For Ryan and Amy Green, that loved one was their son Joel, and their game is a collection of their memories with him organized as a point-and-click adventure game. They began developing the game in 2013, balancing their time with Joel and trying to honor his life before he passed away in March of 2014 at the age of 5.

In their own words, That Dragon Cancer doesn’t have any puzzles in order to allow players of any gaming background to take a few moments and just be present in these 3-dimensional recreations of his short life.

Image via Numinous Games

After securing funding to develop the game for the Ouya console, That Dragon, Cancer completed development thanks to a successful Kickstarter campaign in 2014 that ensured it could launch on as many platforms as possible.  It had already made a successful showing at festivals such as Indiecade in 2013, with players spending long amounts of time contemplating Joel’s life in a private demo inside the crowded Culver City firehouse.

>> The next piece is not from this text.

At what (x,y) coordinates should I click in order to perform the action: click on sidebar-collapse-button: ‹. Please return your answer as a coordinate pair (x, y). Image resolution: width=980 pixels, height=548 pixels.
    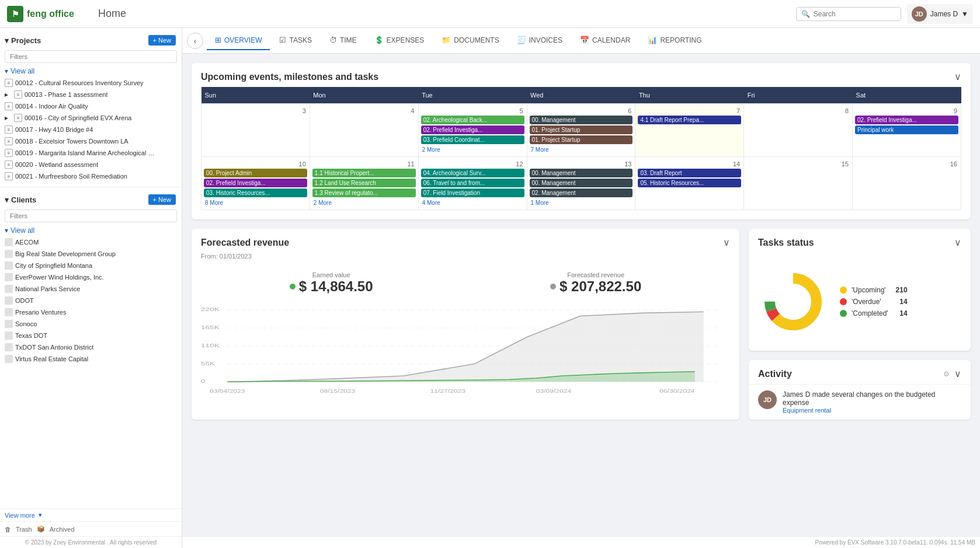
    Looking at the image, I should click on (195, 41).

It’s been nominated for multiple IGF awards for 2016, and was the subject of a documentary called Thank You for Playing, which documents both Ryan and Amy’s work on the game and Joel’s treatment. It’s an unprecedented look at the parallels the Greens and their development team have created between their digital world and Ryan’s real life. The trailer alone may bring a tear to your eye.

It’s not a statement we like to make often, but That Dragon, Cancer really shows the potential of what games can do for us. Designers and developers often struggle within the constraints of empowering players while guiding them through emotionally vulnerable moments, but Ryan and Amy’s goal of encouraging presence and reflection validates how players feel about digital worlds.

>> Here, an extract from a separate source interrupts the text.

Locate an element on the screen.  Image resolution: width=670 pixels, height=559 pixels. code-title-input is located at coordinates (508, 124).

Their work fundamentally reminds players that we’re not just pilots shifting gears between different kinds of games, we’re people rebuilding ourselves out of polygons, trying to simulate something we haven’t necessarily experienced ourselves, but we know lies in the world around us. That Dragon, Cancer may very well make you cry, but it does so because it’s successfully brought you to these little slivers of Joel’s world, and and invited you to sit down with him for one last time.

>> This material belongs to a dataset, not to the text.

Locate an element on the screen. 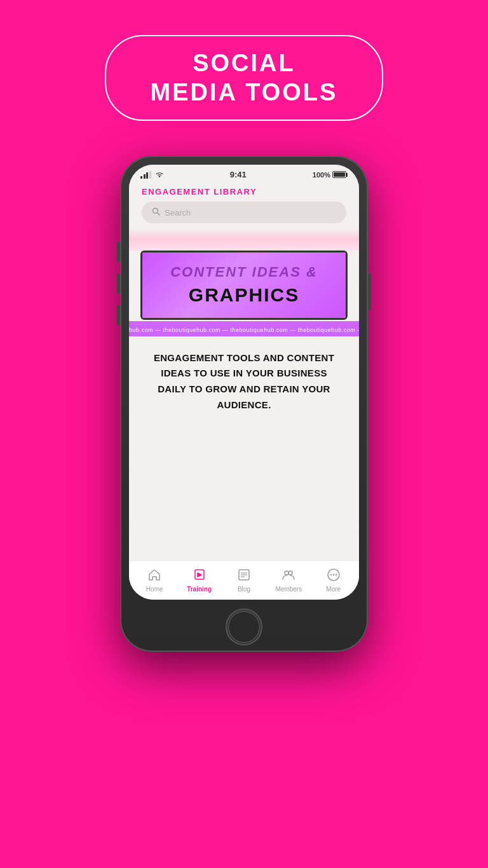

January 12th, when That Dragon Cancer launches, would have been Joel’s 7th birthday. In her post detailing the game’s launch plans, Amy Green laments that one of the most difficult parts of moving on from Joel’s death has been figuring out how to properly celebrate his life. The only proper idea they could come up with was to invite players from around the world to an impromptu Pancake Day. Whether or not you plan to play That Dragon, Cancer, The Numinous Games team says eating pancakes is exactly what Joel would have wanted, and that he’d have loved to see everyone’s syrup-laden, buttery pancakes before chomping into one himself.

If you plan on picking up the game, or just making a fresh batch of pancakes for you and your loved ones, feel free to tweet out a pick with the hashtag #ThatDragonCancer.